If you're a socially inept person who cannot follow these rules, you are still welcome to conduct an interview with me live on my web cam at the rate of $4 a minute. You'll get to see my tits and have an anecdote to repeat to your straight friends for years to come.





by Furry Girl

05.13.09

Deep in the Furry Girl archives, I have a scanned bit of my early writing. Judging from the handwriting and poor spelling, I would place this as having been written at age 6 or 7 at most, reflecting on life when I was about four years old.

preschool





by Furry Girl

Feminism is the shitty relationship you had in your early 20s. The lover who was charismatic and creative and gave great handjobs, even though, in moments of clarity, you could see that the two of you had a very real potential for detesting one another some day.

She was dodging a couple creditors, yes, and you'd heard that many of her other relationships ended in dramatic failures. But, the two of you could stay up all night drinking Cooks by the beach and exchanging breathlessly clever observations about the world around you. He was theoretically down with the number of notches on your bedpost, but in practice, he could get all pouty, or even confrontational, about how your sexuality made him uncomfortable. She had a great record collection, could do neat tricks on her unicycle, and she always knew the days of the month when museum admissions were free. You were willing to put up with seemingly minor insults to your dignity, like doing his laundry and picking up the tab for dinner most of the time.
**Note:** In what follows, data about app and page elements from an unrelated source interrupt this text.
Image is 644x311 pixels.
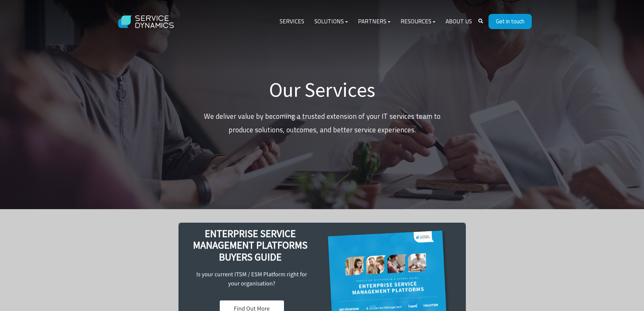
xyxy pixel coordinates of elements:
a: Partners [352,13,395,29]
div: Navigation Menu [275,13,477,29]
a: Solutions [309,13,352,29]
img: Service Dynamics Logo - White [112,9,180,35]
h1: Our Services [203,77,441,102]
a: About Us [441,13,477,29]
a: Services [275,13,309,29]
a: Resources [395,13,441,29]
p: We deliver value by becoming a trusted extension of your IT services team to produce solutions, o... [203,109,441,137]
a: Get in touch [488,14,532,29]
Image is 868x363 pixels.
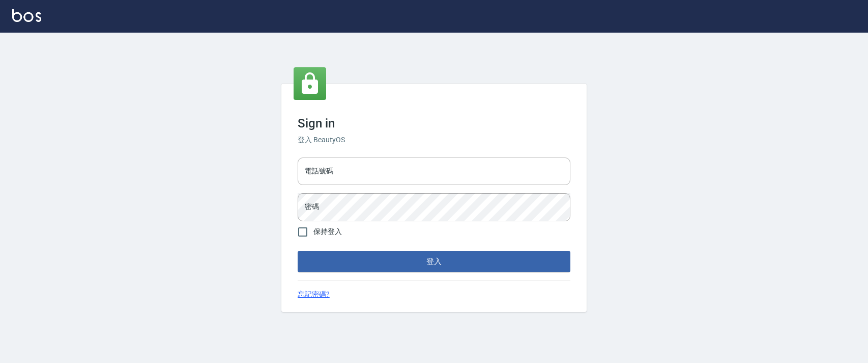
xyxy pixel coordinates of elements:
img: Logo [12,9,41,22]
a: 忘記密碼? [298,289,330,300]
span: 保持登入 [314,226,342,237]
button: 登入 [298,251,571,272]
h3: Sign in [298,116,571,131]
h6: 登入 BeautyOS [298,134,571,145]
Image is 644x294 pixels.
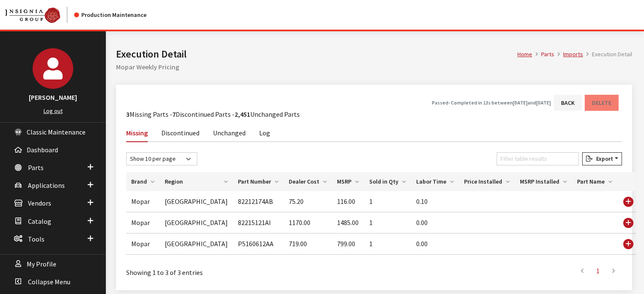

When something would go inevitably go wrong, you'd attempt to convince yourself that the problem wasn't really her fault, even to a point of ridiculousness that makes you cringe in retrospect. "He's stressed and afraid of losing his job right now since they caught him stealing company property and eBaying it, so it's not the time to pick at him about the fact that when it was his turn to get groceries, he bought only a 24 pack of cola and a can of blueberry pie filling."

You glossed over her problems and dismissed them as "that's not the real her" until the red flags just got too big to ignore any longer. You finally cut your losses and realized that even if he's only truly shitty some of the time, it's still too much.

After it ended, you resent them all the more not just because they still owe you two months of rent, but because you tried so hard to make it work. Years later, you can still get worked up about the relationship because you went out of your way to overlook their serious faults and only acknowledge their good traits. When she failed you and was clearly at fault, you blamed yourself for interpreting her incorrectly. You tried to fit yourself into his pre-existing framework, rather than finding someone who didn't require that you shuffle any part of yourself the first place. You're mad at yourself and a bit embarrassed for putting up with the whole thing for as long as you did. You despise the whole thing with an almost undue passion because you once cared about making it work so damn much.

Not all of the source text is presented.